The Bavarian Gate By John Dalmas

An stopped. A guard now stood at the door to the cellar stairway, and another on the second floor landing, overlooking the foyer. Then it struck him: this evening they had submachine guns. Before, they’d had bolt-action Mausers, varnished and polished–fire one shot, then work the bolt–much more accurate at a distance, but close up, far less dangerous. Deciding, Macurdy walked toward the guard at the cellar stairway. The man’s aura reflected boredom, resentment, inattentiveness. Heart in throat, Macurdy slipped past him and down the stairs, then turned toward the north wing. At the hell he saw theguards at the magazine doors. Now he had no doubt: His thefts had been discovered.

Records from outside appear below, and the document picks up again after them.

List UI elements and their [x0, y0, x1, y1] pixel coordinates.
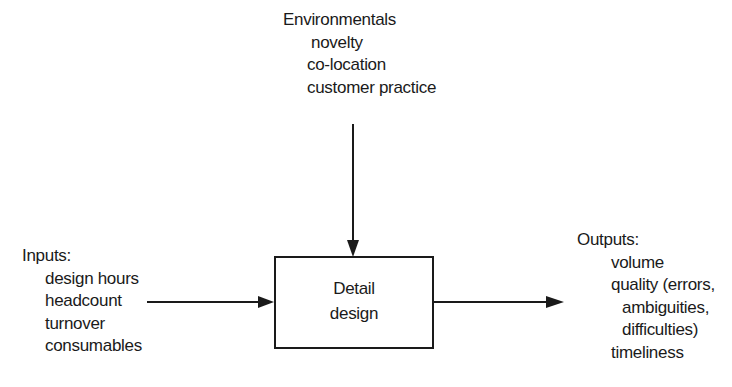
outputs-arrow: [434, 296, 564, 308]
inputs-arrow: [147, 296, 274, 308]
environmentals-arrow: [347, 124, 359, 257]
arrows-layer: [0, 0, 732, 387]
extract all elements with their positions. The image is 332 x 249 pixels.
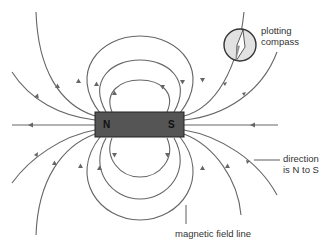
field-line-label: magnetic field line xyxy=(175,228,251,239)
field-line-open-top-right-1 xyxy=(184,12,244,116)
direction-label-line1: direction xyxy=(283,153,319,164)
direction-label: direction is N to S xyxy=(283,153,319,175)
north-pole-label: N xyxy=(103,119,110,130)
field-line-loop-lower-middle xyxy=(100,138,180,199)
field-line-loop-upper-inner xyxy=(110,80,170,112)
field-line-open-bottom-left-1 xyxy=(12,130,95,183)
direction-label-line2: is N to S xyxy=(283,164,319,175)
compass-label: plotting compass xyxy=(261,25,299,47)
field-line-loop-lower-inner xyxy=(110,138,170,177)
compass-label-line2: compass xyxy=(261,36,299,47)
field-line-open-bottom-right-1 xyxy=(184,130,277,195)
compass-label-line1: plotting xyxy=(261,25,299,36)
field-line-open-top-left-1 xyxy=(36,12,95,116)
field-line-loop-upper-outer xyxy=(87,36,193,113)
south-pole-label: S xyxy=(168,119,175,130)
plotting-compass xyxy=(224,29,256,61)
field-line-open-top-left-2 xyxy=(12,72,95,120)
field-line-loop-upper-middle xyxy=(100,60,180,112)
field-line-open-bottom-left-2 xyxy=(36,134,95,235)
field-line-loop-lower-outer xyxy=(87,137,193,220)
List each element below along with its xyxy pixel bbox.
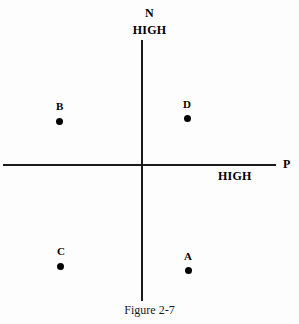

That left the question of his south wing stash, so he started for it. Peering around the south hell, he saw no one, so he continued to the room he’d made a bomb of. Was it boobytrapped? Wired to an alarm? He turned its knob and pushed; it made hardly a sound. Stepping inside, he closed it behind him and turned on the light. Things weren’t as bad as he’d feared. The stack of TNT, and the musette bag on top of it, still were cloaked. Again he folded the towel against the bottom of the door, then ate a K ration and drank some water.

Now, he thought, to find the SS ordnance room and steal some grenades. Intent and somehow confident again, he retraced his way up the cellar stairs and past the guard, who, like the others, held his weapon at port arms, ready for quick use.

Macurdy, he told himself, the guards aren’t your main problem. Just find their damned ordnance room.

There might, he thought, be a building diagram in Landgraf’s office. Slipping past the staircase, he entered the corridor, stopped in front of the colonel’s door, and put an hear to the panel. And heard the colonel’s voice, apparently on the phone.

Macurdy straightened. He’d planned to warn Edouard Schurz before he dew the place; he might as well do it now. Warning Schurz was one of the details he’d deliberately omitted from his mission plan. He was confident the professor wouldn’t expose him, but even Von Lutzow might object to warning the man: The reaction would be, why take the chance? So rather than disobey an order, Macurdy had said nothing about it.

Going to the staircase, he slipped past the guard and up to the second floor. Normally Edouard would be in the recreation room in mid-evening, so he peered in. Something new had been added-a radio, a large floor model, from which music issued-from Lohengrin, though he didn’t know it. The only woman there was Berta, playing cards with a girl about 10 years old. Macurdy had never seen the child before. Otto was absent; Philipp sat turning cards as always, aimlessly it seemed; Manfred Eich sat in the broken-down easy chair by the window, reading. Edouard dozed with a magazine in his lap.

On an impulse, Macurdy tried to project a thought into Edouard’s mind, but got no response, so he walked softly into the room and leaned near his ear from behind.

“Edouard,” he whispered, “I am in the men’s quarters. Come to me. Pretend that nothing unusual is happening. There is something urgent you must know.”

Edouard opened his eyes, and for a long moment stared straight ahead, then got to his feet, lay the magazine on a shelf, and left. By that time Macurdy had backed out the door and moved quickly to the room, where he stood by the open latrine door. Edouard entered, looked around, and still failed to see him.

“In the latrine,” Macurdy murmured, “in case anyone looks in,” and watched a frowning Edouard walk past him not five feet away. Following him inside, Macurdy dropped his cloak and closed the door. “Here,” he said quietly. Turning, Edouard stared first at the strange uniform, then at Macurdy’s face. “Lieber Gott!” he breathed.

“Where is Otto?”

“Sent away. Back to the farm; he is too old even for the Volkssturm. And Marie is gone; the old woman. And Sofia, the red-haired gypsy, God knows where. What has become of Anna?”

“As soon as we reached England, she turned us in. She is working for the Americans now. As I have been, all along, investigating the aliens, though she didn’t know it.”